The damage, unintended though it might be, was growing. A drink had clearly been spilled across the pool table. A lounge chair belonging to Ric had a leg broken off and was sitting, wounded and askew, in the corner of his bedroom. The master bathroom window had been opened; the shampoos and conditioners on the window ledge were scattered in the tub and the screen had been pushed out at the bottom. A sticky wetness from god-knows-what trailed from the kitchen, through the den, and was leaving a pinkish stain on the hall carpet. The bathroom upstairs had the faint but distinct waft of purging.
Like a bad fade-to-black, somewhere in the midst of all this things got blurry for me and I awoke some unknown time later to the panoramic carnage of the aftermath. Most everyone had left, quite irresponsibly, I’m sure; there was not a single person attending the previous night that had any business getting behind the wheel. A few bodies were still scattered around, draped in garish positions upon wrecked furniture like Pompeian plaster casts. Mouths agape in slumbered horror at what they’d witnessed. Every available bed was occupado by one or more. The orgy room looked somewhat like a European hostel, with at least ten people sleeping it off. The smells the permeated the house was a blend of everything rock and roll; New Orleans swamp, Chicago slaughterhouse, Reeperbahn whorehouse. I made the grievous error of looking into the cooler holding the remnants of the Mississippi Specials and was greeted by the odor, once so pleasant, that nearly caused me to embarrass myself in front of several hazy eyed witnesses. Luckily I crossed that gorge and peered out into the back yard. Paper plates, plastic cups, napkins, cigarette butts, covered the patio and part of the lawn. Yechhh.
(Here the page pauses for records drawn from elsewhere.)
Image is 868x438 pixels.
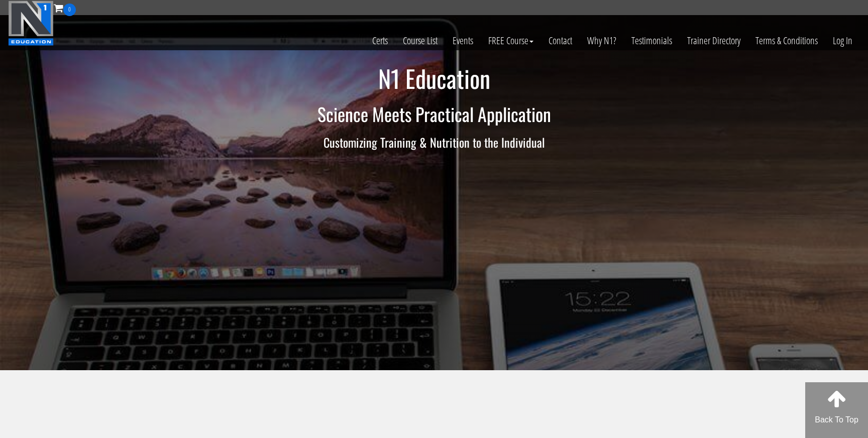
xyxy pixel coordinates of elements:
a: Certs [365,16,395,65]
h2: Science Meets Practical Application [140,104,728,124]
img: n1-education [8,1,54,46]
a: Course List [395,16,445,65]
a: Why N1? [580,16,624,65]
h1: N1 Education [140,65,728,92]
span: 0 [63,4,76,16]
a: Contact [541,16,580,65]
a: Testimonials [624,16,680,65]
a: Terms & Conditions [748,16,826,65]
a: 0 [54,1,76,15]
a: Trainer Directory [680,16,748,65]
h3: Customizing Training & Nutrition to the Individual [140,136,728,149]
a: FREE Course [481,16,541,65]
a: Events [445,16,481,65]
a: Log In [826,16,860,65]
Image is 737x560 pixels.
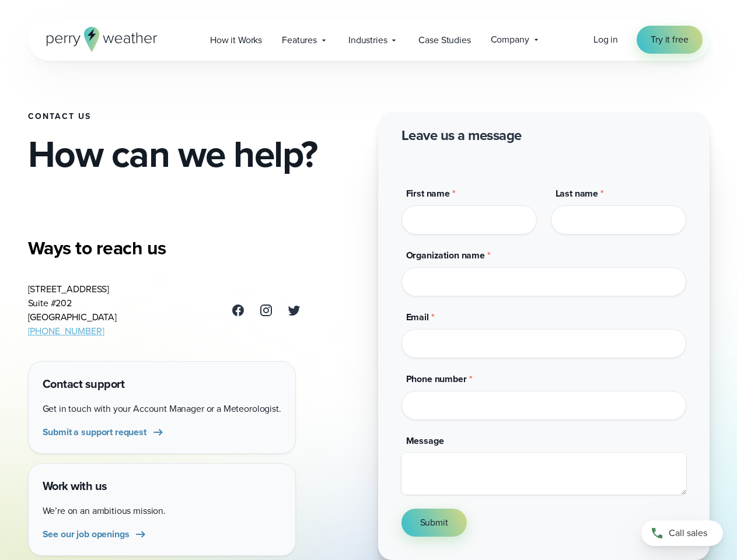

I turned back and looked into the breakfast nook/kitchen. Paper plates, plastic cups, napkins, cigarette butts, covered the counters, the floor, and spilled from the garbage can. Yechhh. There was left over food, dirty dishes, beer bottles that must have numbered in the hundreds, the effluvia of disaster. They had consumed and destroyed everything we had, like a vast army of South American ants. My head pounded like it never had before and I knew, for the first time really, what a full-force hang over was. That strange connection of the head, the eyes, the throat, the stomach, and the bowels that makes one feel so very alive and close to death.
People slowly and painfully rose and emerged in little groupings of two or three, surveying the terrain, searching for the forgotten door. Like Civil War soldiers, carrying their wounded, they deserted the very thing they had volunteered for and started the journey home.
I was lucky; it was my battlefield. All I had to do was dig the graves.